There is no single standout measure that could be implemented on farms to substantially reduce agricultural greenhouse gas emissions in the years ahead, new Teagasc modelling has found.

Teagasc’s number crunching determined that agricultural emissions could reduce between 38% and 48% by 2050 below 2018’s baseline, but that these reductions would only occur if measures are adopted close to the maximum extent possible.

Perhaps unsurprisingly, the greatest potential to reduce farm emissions – the modelling figure that gave an almost halving of emissions by 2050 - would only come from this widespread adoption being coupled with a decline in farming sector activity, resulting in lower livestock numbers and lower output.

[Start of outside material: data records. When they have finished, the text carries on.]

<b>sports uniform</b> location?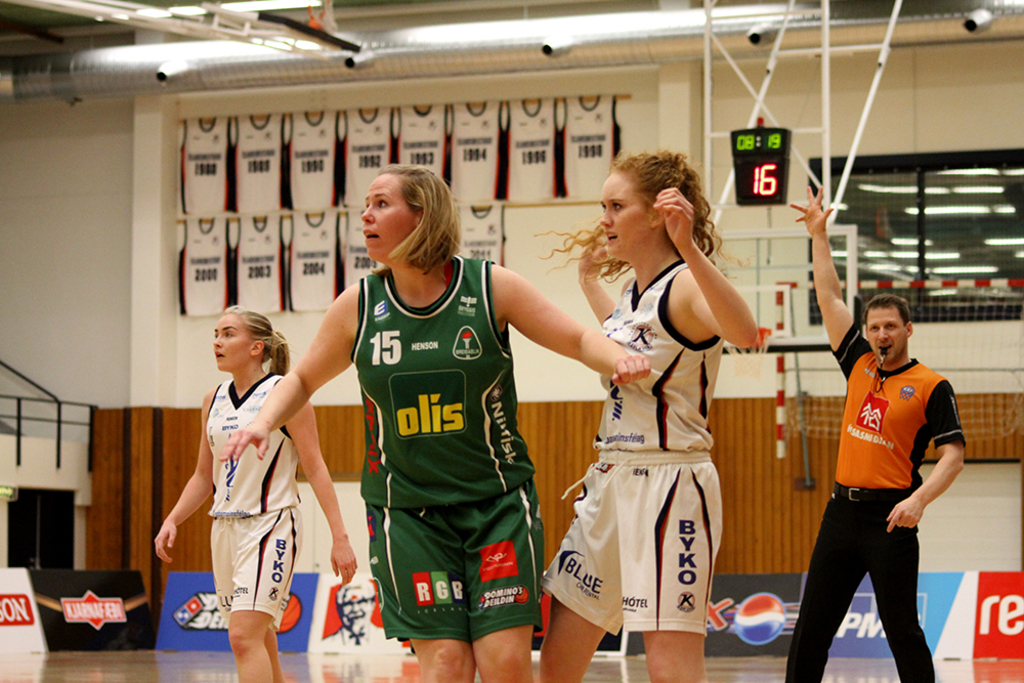
x1=528, y1=248, x2=733, y2=638
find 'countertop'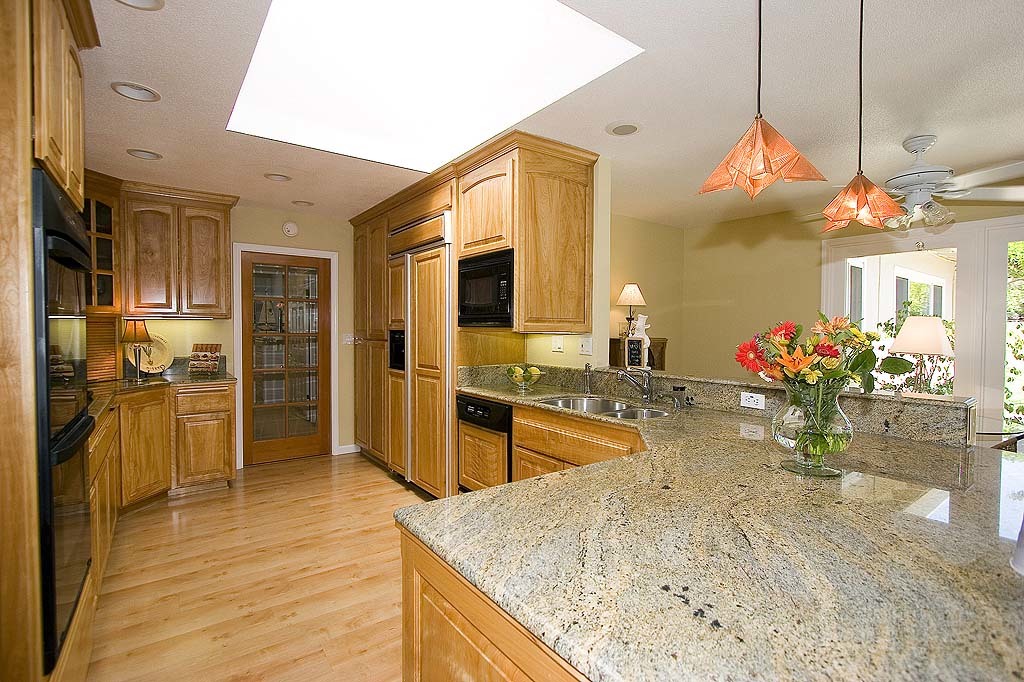
{"left": 47, "top": 353, "right": 239, "bottom": 458}
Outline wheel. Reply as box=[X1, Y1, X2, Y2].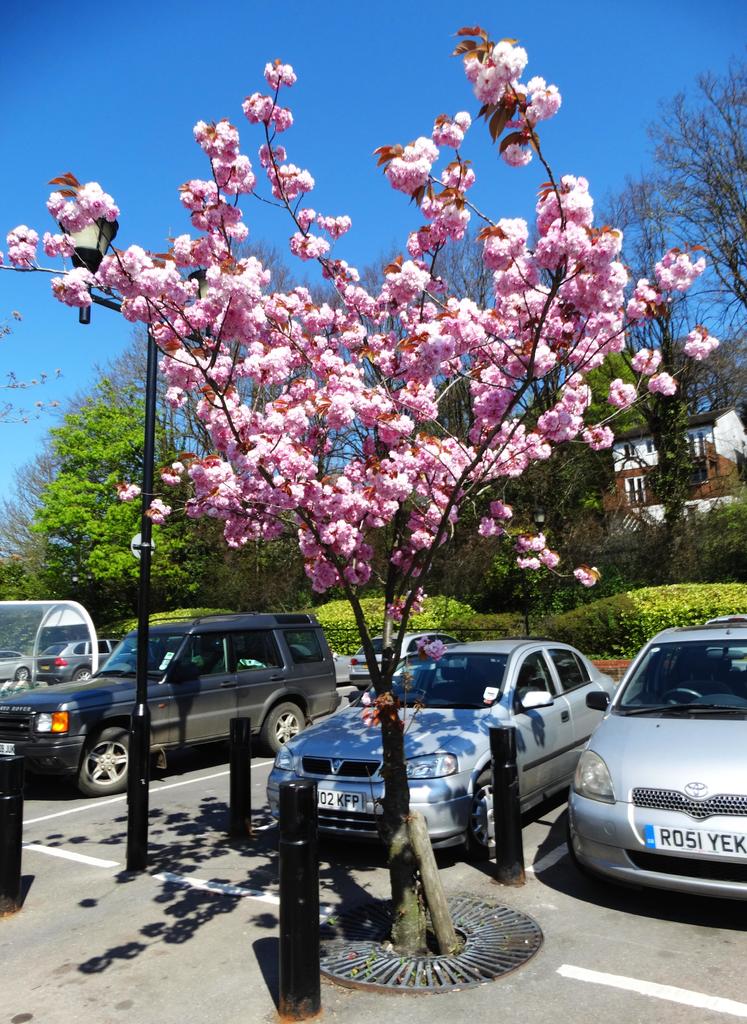
box=[259, 703, 308, 758].
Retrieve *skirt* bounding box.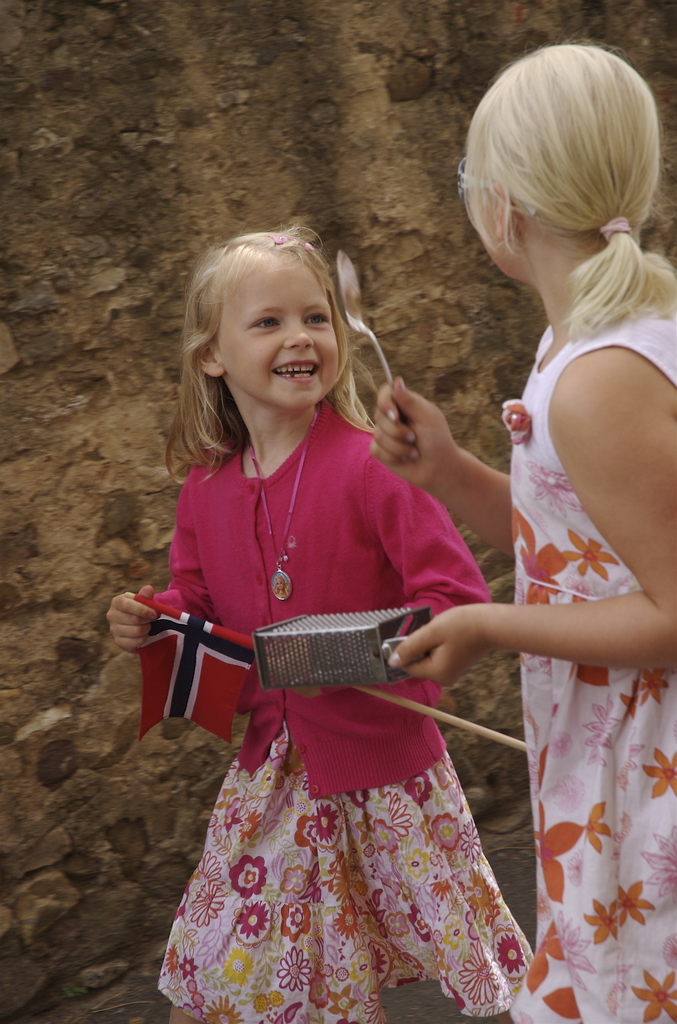
Bounding box: Rect(157, 724, 537, 1023).
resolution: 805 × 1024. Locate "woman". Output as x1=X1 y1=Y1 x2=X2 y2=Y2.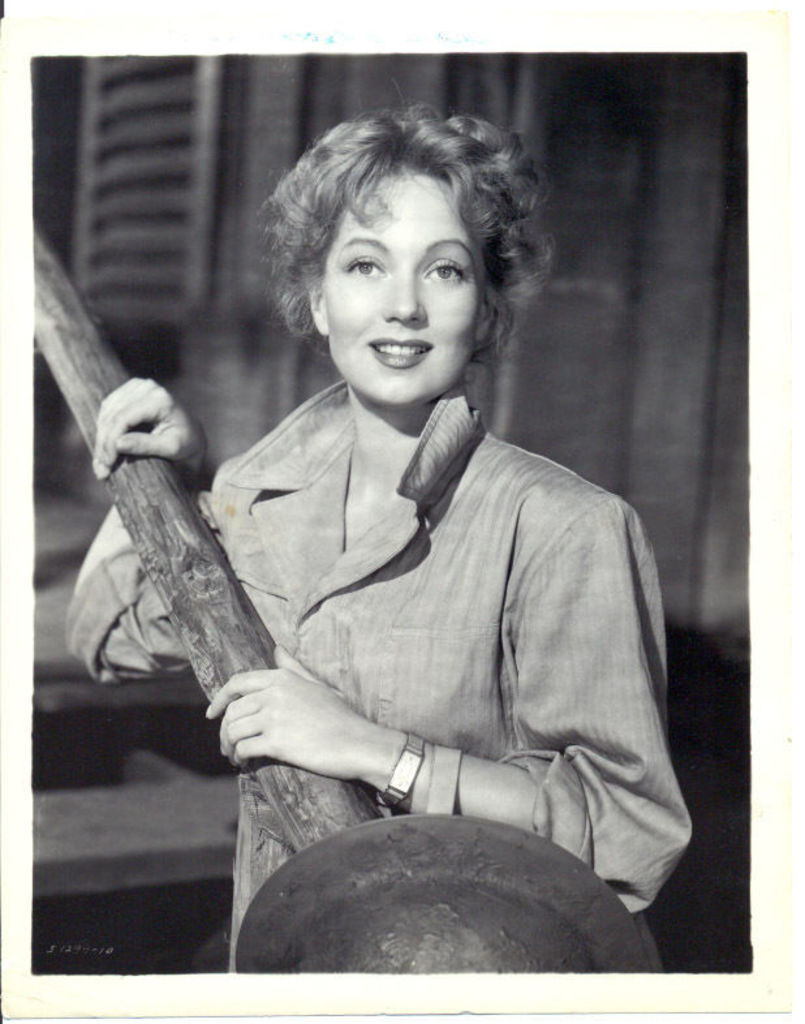
x1=117 y1=102 x2=693 y2=941.
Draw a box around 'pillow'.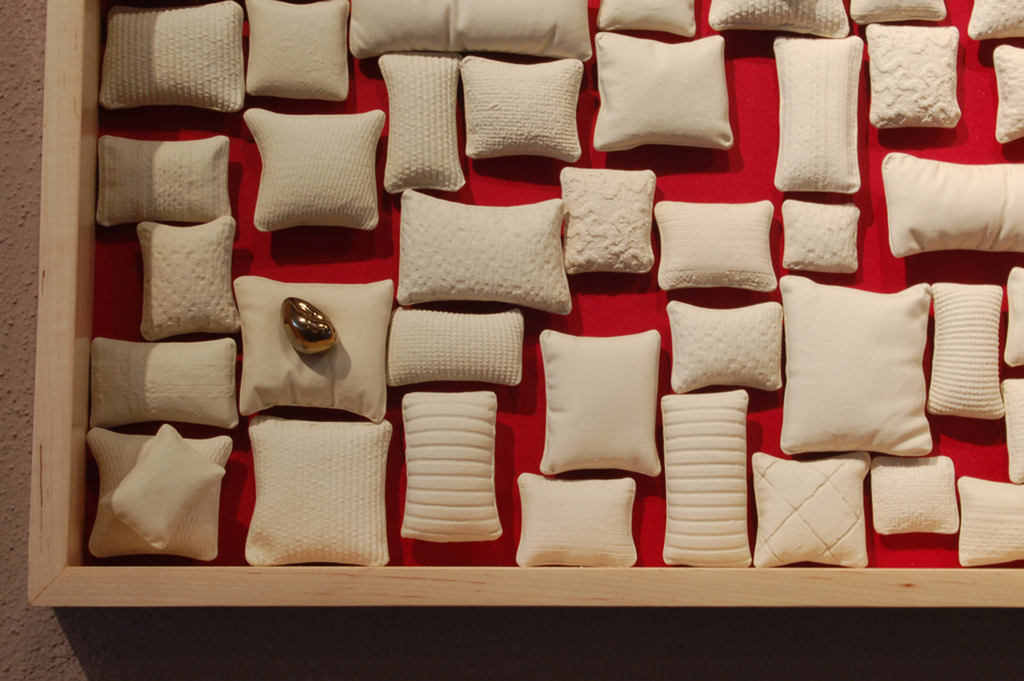
l=86, t=427, r=234, b=560.
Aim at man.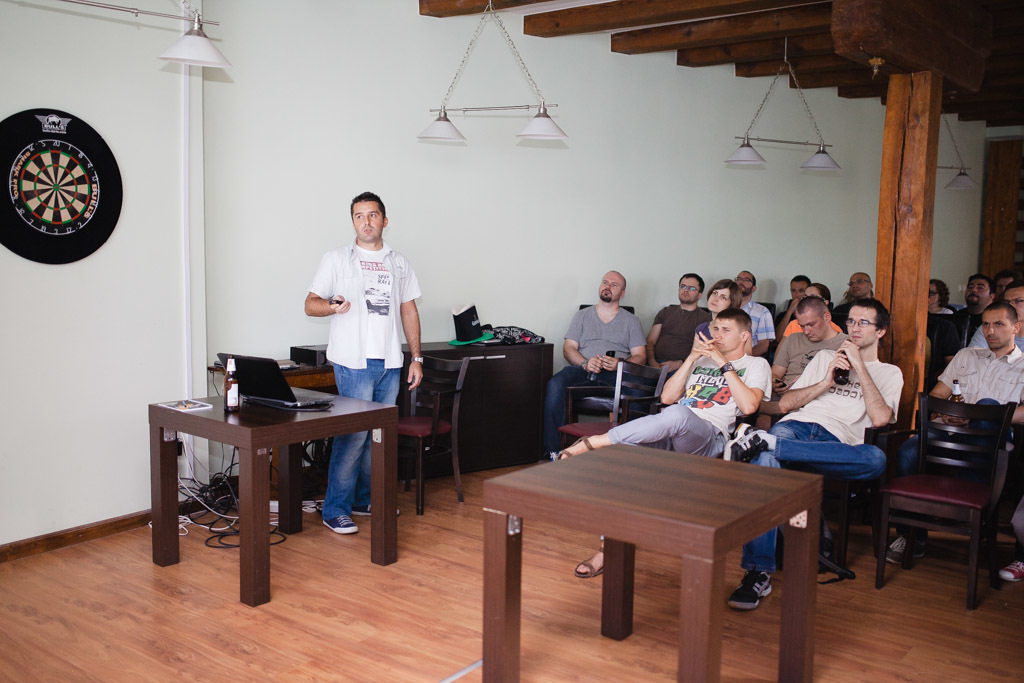
Aimed at [left=542, top=306, right=772, bottom=589].
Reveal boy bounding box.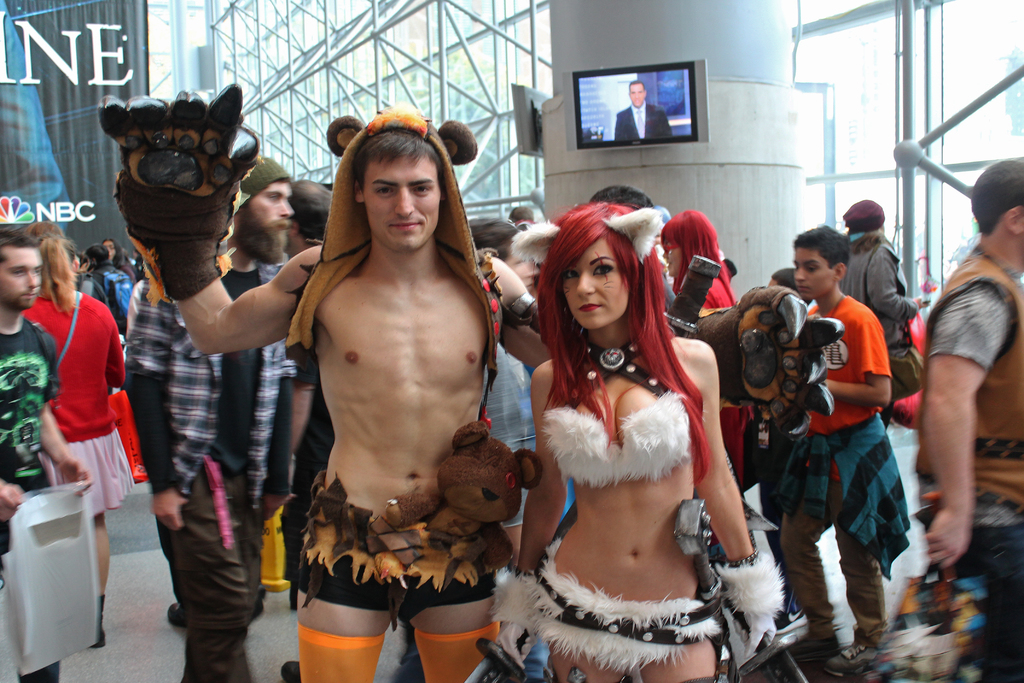
Revealed: (124, 156, 294, 682).
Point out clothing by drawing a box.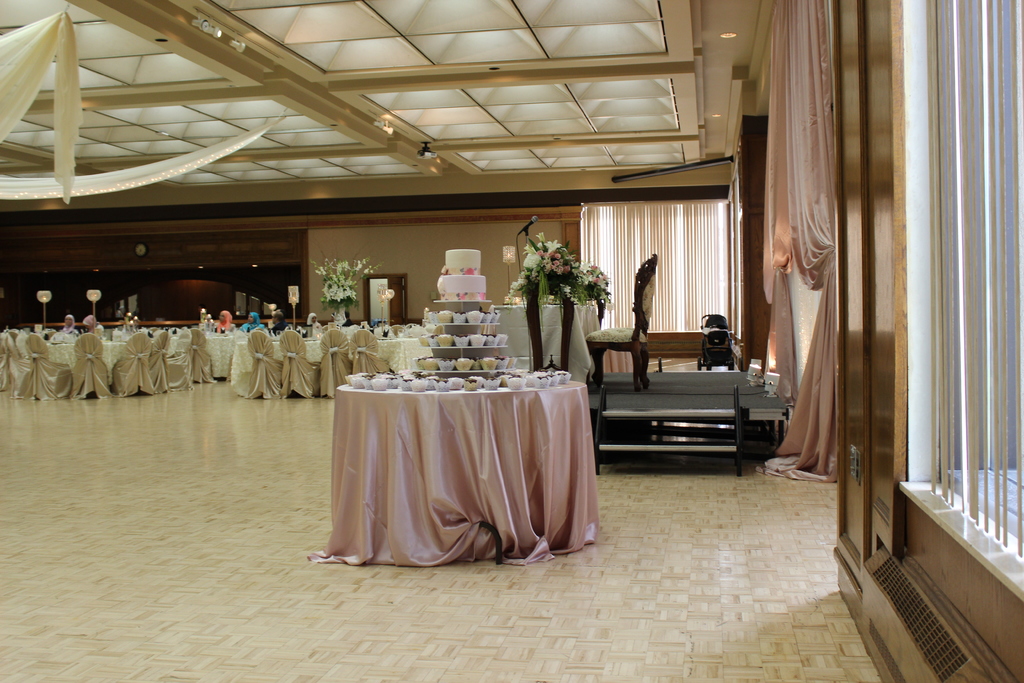
{"x1": 268, "y1": 309, "x2": 292, "y2": 336}.
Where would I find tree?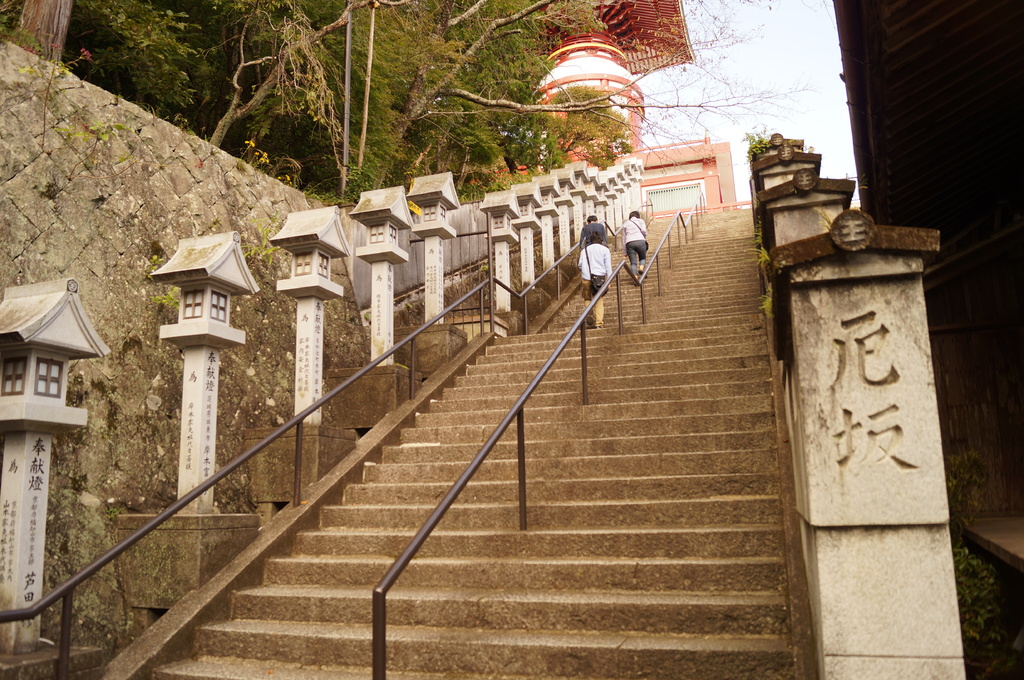
At rect(0, 0, 639, 195).
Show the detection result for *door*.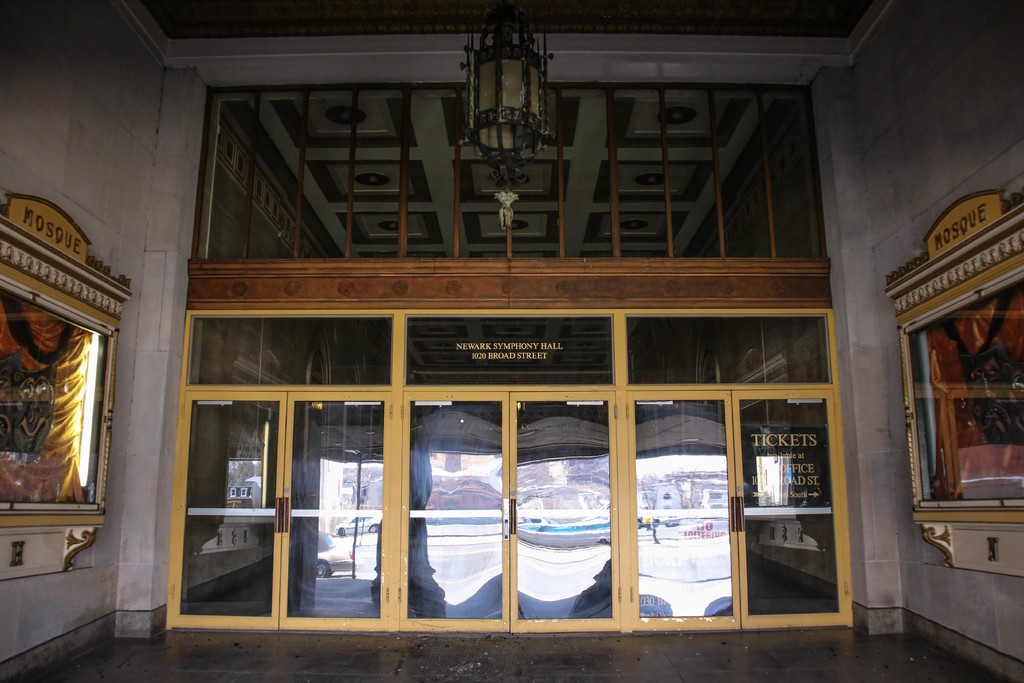
l=620, t=383, r=854, b=629.
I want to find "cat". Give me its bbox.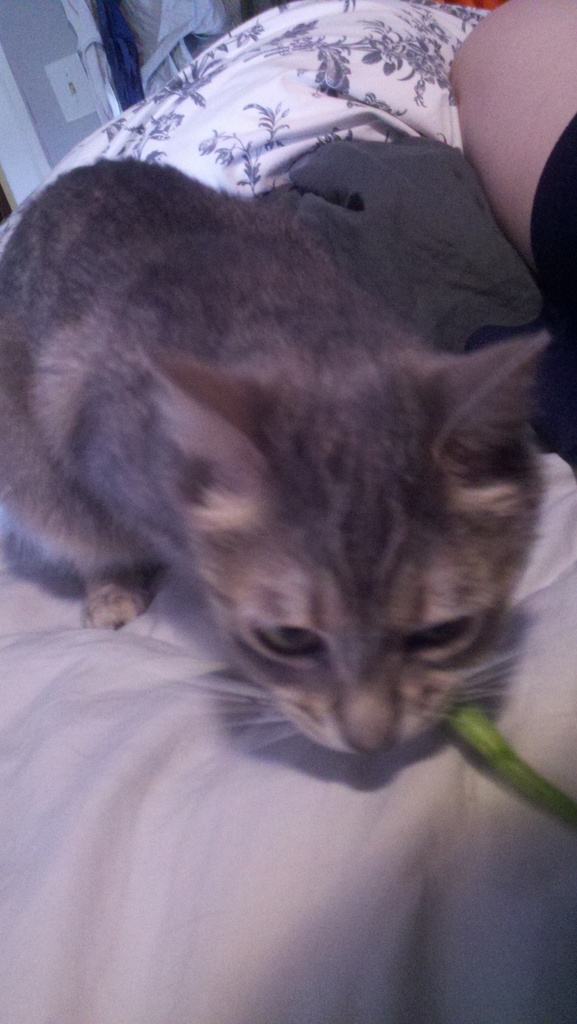
box=[3, 147, 548, 764].
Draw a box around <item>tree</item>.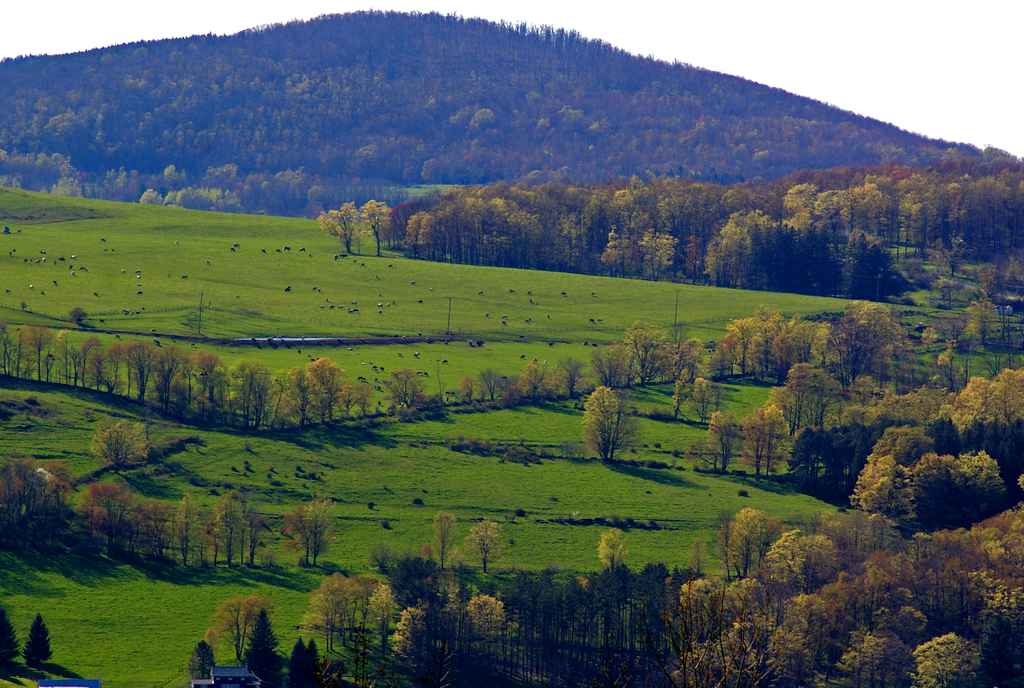
[161, 344, 195, 419].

The paper’s authors were keen to point out that the analysis does not represent a forecast or prediction of the sector’s future fortunes, rather it is modelling of various ‘what if’ scenarios.

Challenge

The authors said that the connection between emissions and levels of activity highlights the challenge of balancing emissions reduction efforts with levels of farm productivity.

They also stated that methane cutting feed additives are currently an “immature technology” in the context of grass-based systems, with effects that are “variable and highly uncertain” depending on the additive used.

The paper assumed that feed additives could cater for one-sixth of emissions reduction achieved by 2050.

However, this figure was underpinned by there being new additives that could cut methane by 20% in grazing systems and these would be provided to 90% of dairy cows while at grass, as well as 70% of all other cattle and one-fifth of all sheep during housing periods.